Cathedral - an excerpt
The background is dappled with a thousand blurred flames glowing through red votive glass. I walk into the pew and stand next to the woman kneeling with fingers in a prayer weave, wrists resting against the seat back in front of her. She looks ahead. Not at me. Lips fused. A spreading fervor seems to shed from the center of her eyes.
“Ms. Ortiz?” I say it again, just above a whisper. I do not want to be here. I don’t want to be standing here with all these blurred candles and the gilded cross hanging above us. I look down at the woman and wait. Then I let out a steady heaving breath, which propels my feet. I turn and walk away.
“The cross hangs there for all of us.” I hear her say it. It’s her whispered tease to stop my feet. And it works. But I want to keep walking - to leave all of this behind me. I shouldn’t have come at all. It’s over. This is all fucking over. I don’t like this woman. I like her family even less. I loathe them. And I loathe this stupid cathedral.
“Yeah? How’s that?” I speak. I refrain from making more audible huffs.
“Your bible says they came together to be admonished and to admonish each other. I think that’s remarkable.”
“My bible?” I think she must hear my impatience. I don’t think she cares.
“Your Mormon bible, yes.” She continues looking to the gold-gilded cross, studded with rubies and who knows what other gaudy crap. Blood money.
“We believe in the bible. I guess you mean the Book of Mormon.” I force politeness into my tone.
“They came together to be admonished and to admonish each other. They use the word ‘equality’ a few times in your Mormon bible.” She bows her head and kisses the rosary between her thumbs. And looks up again.
“Yeah? Okay. Ms. Ortiz, do you remember me?”
“And they established much peace in the land. And they came together to admonish and to be admonished by one another.”
“I knew your son. You remember, right?” I really want to get the hell out of here. Fuck your ‘admonish and be admonished.’ Just look at me, for fuck sake. I have an involuntary vision of grabbing that damned giant crucifix and smashing out every last one of those stupid blurry candles with many many satisfying hammer moves and then crashing the whole thing through the stained glass window.
She grabs the back of the pew and pushes herself erect. And hobbles over to me, then rotates to look at the bench where she had just been. “A Korean woman came in with her baby son just before you arrived. She sat next to me. She said that she and her husband had just ordered seven chickens to put in their yard. What a sweet boy she had sitting just there. Right there next to me. He smiled up at me with his beautiful chubby face….” Her voice cracks and she palms her cheek with one hand.
“I know who you are, Edmund. You knew my son.”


Instructions to follow
Produce a verbatim copy of the records, and keep the images out of it.

Figure record listings
★ ★ ★

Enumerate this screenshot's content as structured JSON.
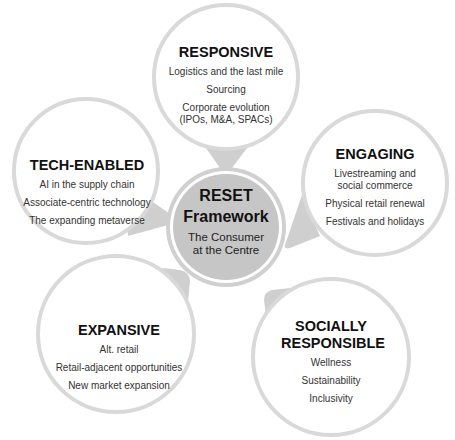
{
  "colors": {
    "bubble_ring": "#d9d9d9",
    "pointer": "#cfcfcf",
    "center_fill": "#c6c6c6",
    "center_ring": "#ffffff",
    "text": "#1a1a1a"
  },
  "center": {
    "title_line1": "RESET",
    "title_line2": "Framework",
    "subtitle": "The Consumer at the Centre"
  },
  "bubbles": [
    {
      "id": "responsive",
      "title": "RESPONSIVE",
      "items": [
        "Logistics and the last mile",
        "Sourcing",
        "Corporate evolution (IPOs, M&A, SPACs)"
      ]
    },
    {
      "id": "tech-enabled",
      "title": "TECH-ENABLED",
      "items": [
        "AI in the supply chain",
        "Associate-centric technology",
        "The expanding metaverse"
      ]
    },
    {
      "id": "engaging",
      "title": "ENGAGING",
      "items": [
        "Livestreaming and social commerce",
        "Physical retail renewal",
        "Festivals and holidays"
      ]
    },
    {
      "id": "expansive",
      "title": "EXPANSIVE",
      "items": [
        "Alt. retail",
        "Retail-adjacent opportunities",
        "New market expansion"
      ]
    },
    {
      "id": "socially-responsible",
      "title": "SOCIALLY RESPONSIBLE",
      "items": [
        "Wellness",
        "Sustainability",
        "Inclusivity"
      ]
    }
  ]
}
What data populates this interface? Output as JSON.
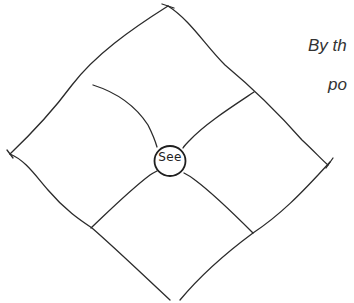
{
  "diagram": {
    "type": "hand-drawn quadrant diamond",
    "center_label": "See",
    "quadrants": 4,
    "colors": {
      "background": "#ffffff",
      "ink": "#2b2b2b",
      "text": "#333333"
    }
  },
  "side_text": {
    "line1": "By th",
    "line2": "po"
  }
}
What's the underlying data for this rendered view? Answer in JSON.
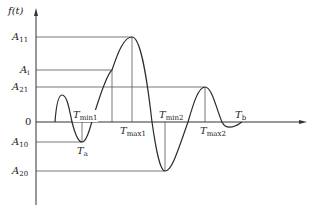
{
  "axes": {
    "y_label": "f(t)",
    "zero_label": "0"
  },
  "levels": [
    {
      "name": "A",
      "sub": "11",
      "y": 37
    },
    {
      "name": "A",
      "sub": "i",
      "y": 70
    },
    {
      "name": "A",
      "sub": "21",
      "y": 87
    },
    {
      "name": "A",
      "sub": "10",
      "y": 142
    },
    {
      "name": "A",
      "sub": "20",
      "y": 171
    }
  ],
  "time_labels": {
    "t_min1": {
      "name": "T",
      "sub": "min1"
    },
    "t_a": {
      "name": "T",
      "sub": "a"
    },
    "t_max1": {
      "name": "T",
      "sub": "max1"
    },
    "t_min2": {
      "name": "T",
      "sub": "min2"
    },
    "t_max2": {
      "name": "T",
      "sub": "max2"
    },
    "t_b": {
      "name": "T",
      "sub": "b"
    }
  },
  "colors": {
    "curve": "#2a2a2a",
    "guide": "#555555",
    "axis": "#333333"
  }
}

★ ★ ★

Expected answer
Enumerate this screenshot's content as structured JSON.
{
  "colors": {
    "bubble_ring": "#d9d9d9",
    "pointer": "#cfcfcf",
    "center_fill": "#c6c6c6",
    "center_ring": "#ffffff",
    "text": "#1a1a1a"
  },
  "center": {
    "title_line1": "RESET",
    "title_line2": "Framework",
    "subtitle": "The Consumer at the Centre"
  },
  "bubbles": [
    {
      "id": "responsive",
      "title": "RESPONSIVE",
      "items": [
        "Logistics and the last mile",
        "Sourcing",
        "Corporate evolution (IPOs, M&A, SPACs)"
      ]
    },
    {
      "id": "tech-enabled",
      "title": "TECH-ENABLED",
      "items": [
        "AI in the supply chain",
        "Associate-centric technology",
        "The expanding metaverse"
      ]
    },
    {
      "id": "engaging",
      "title": "ENGAGING",
      "items": [
        "Livestreaming and social commerce",
        "Physical retail renewal",
        "Festivals and holidays"
      ]
    },
    {
      "id": "expansive",
      "title": "EXPANSIVE",
      "items": [
        "Alt. retail",
        "Retail-adjacent opportunities",
        "New market expansion"
      ]
    },
    {
      "id": "socially-responsible",
      "title": "SOCIALLY RESPONSIBLE",
      "items": [
        "Wellness",
        "Sustainability",
        "Inclusivity"
      ]
    }
  ]
}
What data populates this interface? Output as JSON.
{
  "diagram": {
    "type": "hand-drawn quadrant diamond",
    "center_label": "See",
    "quadrants": 4,
    "colors": {
      "background": "#ffffff",
      "ink": "#2b2b2b",
      "text": "#333333"
    }
  },
  "side_text": {
    "line1": "By th",
    "line2": "po"
  }
}
What's the underlying data for this rendered view? Answer in JSON.
{
  "axes": {
    "y_label": "f(t)",
    "zero_label": "0"
  },
  "levels": [
    {
      "name": "A",
      "sub": "11",
      "y": 37
    },
    {
      "name": "A",
      "sub": "i",
      "y": 70
    },
    {
      "name": "A",
      "sub": "21",
      "y": 87
    },
    {
      "name": "A",
      "sub": "10",
      "y": 142
    },
    {
      "name": "A",
      "sub": "20",
      "y": 171
    }
  ],
  "time_labels": {
    "t_min1": {
      "name": "T",
      "sub": "min1"
    },
    "t_a": {
      "name": "T",
      "sub": "a"
    },
    "t_max1": {
      "name": "T",
      "sub": "max1"
    },
    "t_min2": {
      "name": "T",
      "sub": "min2"
    },
    "t_max2": {
      "name": "T",
      "sub": "max2"
    },
    "t_b": {
      "name": "T",
      "sub": "b"
    }
  },
  "colors": {
    "curve": "#2a2a2a",
    "guide": "#555555",
    "axis": "#333333"
  }
}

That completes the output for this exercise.